Jonestown
US military personnel remove bags containing bodies of members of the Peoples Temple Agricultural Project Getty

The cremated remains of nine victims of a 1978 mass cult murder-suicide in Jonestown, Guyana, have been discovered in a former funeral home in Delaware, according to officials.

The remains were found among 38 containers of unclaimed ashes inside the former Minus Funeral Home, said Kimberly Chandler, a spokeswoman for the Department of Safety and Homeland Security.

Officials confirmed the state's Division of Forensic Science has taken possession of the remains and are working on identification in order to notify relatives.

Of the 38 containers, that date from the 1970s to the 1990s, 33 were marked and identified.

The bodies of the massacre victims were brought to Dover Air Force Base, home to the US military's largest mortuary.

Dover police Corporal Mark Hoffman told Sky News that it is believed the bodies were cremated after being returned to the States.

"The assumption is these are Jonestown remains that were not claimed at the time," he said. "All remains were properly stored on the premises and there is nothing to suggest abuse of a corpse or anything of a criminal nature."

Jonestown was the informal name for the Peoples Temple Agricultural Project, formed by the Peoples Temple, an American religious organisation under the leadership of Jim Jones in north-western Guyana.

Jonestown
Bodies of hundreds of Jonestown members lie in a field surrounding the community's cultural centre Getty

On 18 November, 1978, gunmen from the Peoples Temple cult ambushed and killed California congressman Leo Ryan, three journalists and a defector from the group at a remote jungle airstrip as they visited on a fact-finding mission to investigate reports of abuses taking place in Jonestown.

Shortly afterwards, more than 900 members of the cult died on the same day, when Jones ordered his followers - the majority of whom were American - to kill themselves. All but two members died from drinking cyanide-laced grape juice, while others were shot by guards loyal to the cult leader.

In conversations recorded on a 44-minute cassette tape, known as the "death tape", Jones termed the event "revolutionary suicide". To some extent, the actions were viewed as mass suicide. Yet others, including some Jonestown survivors regard the incident as mass murder and have described people being shot, injected with poison or forced to drink the lethal concoction.

After the deaths, the bodies of the victims were brought to Dover Air Force Base. Many of the bodies were decomposed and could not be identified. Several cemeteries refused to take them until the Evergreen Cemetery in Oakland, California stepped forward in 1979 and accepted 409 bodies. The remaining victims were cremated or buried in family cemeteries.

On Wednesday, Delaware authorities conducted an "exploratory excavation" on the former funeral home property after finding areas of loosely compacted soil.

Dover police Corporal Mark Hoffman told USA Today: "Obviously it's an intriguing story and a tragic story, and to think this was found right here in our jurisdiction, about six blocks from the police department, makes it very compelling to us."

Investigators also uncovered several bronze grave markers for deceased veterans who served in the First World War, as well as an arrowhead, two animal bones, oyster shells and pieces of charcoal.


### About this exercise
Give the listing again word for word, excluding the pictures it contains.

============================================================

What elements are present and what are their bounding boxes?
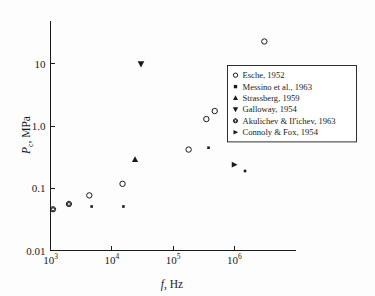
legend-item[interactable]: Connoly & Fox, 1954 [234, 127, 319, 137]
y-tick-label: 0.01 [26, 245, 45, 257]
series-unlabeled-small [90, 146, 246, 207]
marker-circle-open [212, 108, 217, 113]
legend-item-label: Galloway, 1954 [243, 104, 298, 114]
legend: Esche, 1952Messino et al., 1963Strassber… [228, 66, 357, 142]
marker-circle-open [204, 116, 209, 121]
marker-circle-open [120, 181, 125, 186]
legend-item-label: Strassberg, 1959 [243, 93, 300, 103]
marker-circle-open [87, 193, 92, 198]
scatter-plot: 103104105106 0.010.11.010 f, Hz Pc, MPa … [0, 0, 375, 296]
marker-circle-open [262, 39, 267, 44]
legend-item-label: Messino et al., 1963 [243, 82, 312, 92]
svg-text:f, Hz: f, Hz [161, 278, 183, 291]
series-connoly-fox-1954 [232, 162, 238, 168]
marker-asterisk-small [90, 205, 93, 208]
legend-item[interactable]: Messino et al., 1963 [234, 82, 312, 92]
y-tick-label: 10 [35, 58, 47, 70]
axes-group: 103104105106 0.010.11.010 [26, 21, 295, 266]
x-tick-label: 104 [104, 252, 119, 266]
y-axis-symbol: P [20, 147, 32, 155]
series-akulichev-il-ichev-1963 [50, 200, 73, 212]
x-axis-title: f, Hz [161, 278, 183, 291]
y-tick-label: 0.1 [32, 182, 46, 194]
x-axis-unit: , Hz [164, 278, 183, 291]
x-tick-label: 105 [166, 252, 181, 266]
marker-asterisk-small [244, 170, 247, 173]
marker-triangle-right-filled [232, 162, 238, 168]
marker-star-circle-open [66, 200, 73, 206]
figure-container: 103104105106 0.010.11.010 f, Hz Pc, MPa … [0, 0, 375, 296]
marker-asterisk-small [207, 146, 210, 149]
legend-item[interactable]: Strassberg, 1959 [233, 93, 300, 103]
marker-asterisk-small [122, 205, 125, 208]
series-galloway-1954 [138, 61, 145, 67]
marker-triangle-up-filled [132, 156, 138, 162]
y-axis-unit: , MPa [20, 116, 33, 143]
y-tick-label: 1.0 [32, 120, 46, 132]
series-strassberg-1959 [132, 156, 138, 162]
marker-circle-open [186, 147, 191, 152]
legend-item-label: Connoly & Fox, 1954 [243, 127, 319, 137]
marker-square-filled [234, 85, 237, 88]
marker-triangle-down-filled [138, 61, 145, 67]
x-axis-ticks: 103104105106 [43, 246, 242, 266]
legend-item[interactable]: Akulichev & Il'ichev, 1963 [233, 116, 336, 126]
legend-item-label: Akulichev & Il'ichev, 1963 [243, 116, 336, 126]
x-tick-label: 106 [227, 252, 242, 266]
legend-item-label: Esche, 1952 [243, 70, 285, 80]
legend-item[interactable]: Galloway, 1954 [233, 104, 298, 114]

============================================================

### Exercise output
What elements are present and what are their bounding boxes?
legend-item[interactable]: Connoly & Fox, 1954 [234, 127, 319, 137]
y-tick-label: 0.01 [26, 245, 45, 257]
series-unlabeled-small [90, 146, 246, 207]
marker-circle-open [212, 108, 217, 113]
legend-item-label: Galloway, 1954 [243, 104, 298, 114]
legend: Esche, 1952Messino et al., 1963Strassber… [228, 66, 357, 142]
marker-circle-open [204, 116, 209, 121]
marker-circle-open [120, 181, 125, 186]
legend-item-label: Strassberg, 1959 [243, 93, 300, 103]
marker-circle-open [87, 193, 92, 198]
scatter-plot: 103104105106 0.010.11.010 f, Hz Pc, MPa … [0, 0, 375, 296]
marker-circle-open [262, 39, 267, 44]
legend-item-label: Messino et al., 1963 [243, 82, 312, 92]
svg-text:f, Hz: f, Hz [161, 278, 183, 291]
series-connoly-fox-1954 [232, 162, 238, 168]
marker-asterisk-small [90, 205, 93, 208]
legend-item[interactable]: Messino et al., 1963 [234, 82, 312, 92]
y-tick-label: 10 [35, 58, 47, 70]
axes-group: 103104105106 0.010.11.010 [26, 21, 295, 266]
x-tick-label: 104 [104, 252, 119, 266]
y-axis-symbol: P [20, 147, 32, 155]
series-akulichev-il-ichev-1963 [50, 200, 73, 212]
x-axis-title: f, Hz [161, 278, 183, 291]
y-tick-label: 0.1 [32, 182, 46, 194]
x-axis-unit: , Hz [164, 278, 183, 291]
x-tick-label: 105 [166, 252, 181, 266]
marker-asterisk-small [244, 170, 247, 173]
marker-triangle-right-filled [232, 162, 238, 168]
marker-star-circle-open [66, 200, 73, 206]
figure-container: 103104105106 0.010.11.010 f, Hz Pc, MPa … [0, 0, 375, 296]
marker-asterisk-small [207, 146, 210, 149]
legend-item[interactable]: Strassberg, 1959 [233, 93, 300, 103]
marker-asterisk-small [122, 205, 125, 208]
series-galloway-1954 [138, 61, 145, 67]
marker-triangle-up-filled [132, 156, 138, 162]
y-axis-unit: , MPa [20, 116, 33, 143]
y-tick-label: 1.0 [32, 120, 46, 132]
series-strassberg-1959 [132, 156, 138, 162]
marker-circle-open [186, 147, 191, 152]
legend-item-label: Connoly & Fox, 1954 [243, 127, 319, 137]
marker-square-filled [234, 85, 237, 88]
marker-triangle-down-filled [138, 61, 145, 67]
x-axis-ticks: 103104105106 [43, 246, 242, 266]
legend-item[interactable]: Akulichev & Il'ichev, 1963 [233, 116, 336, 126]
legend-item-label: Akulichev & Il'ichev, 1963 [243, 116, 336, 126]
x-tick-label: 106 [227, 252, 242, 266]
legend-item-label: Esche, 1952 [243, 70, 285, 80]
legend-item[interactable]: Galloway, 1954 [233, 104, 298, 114]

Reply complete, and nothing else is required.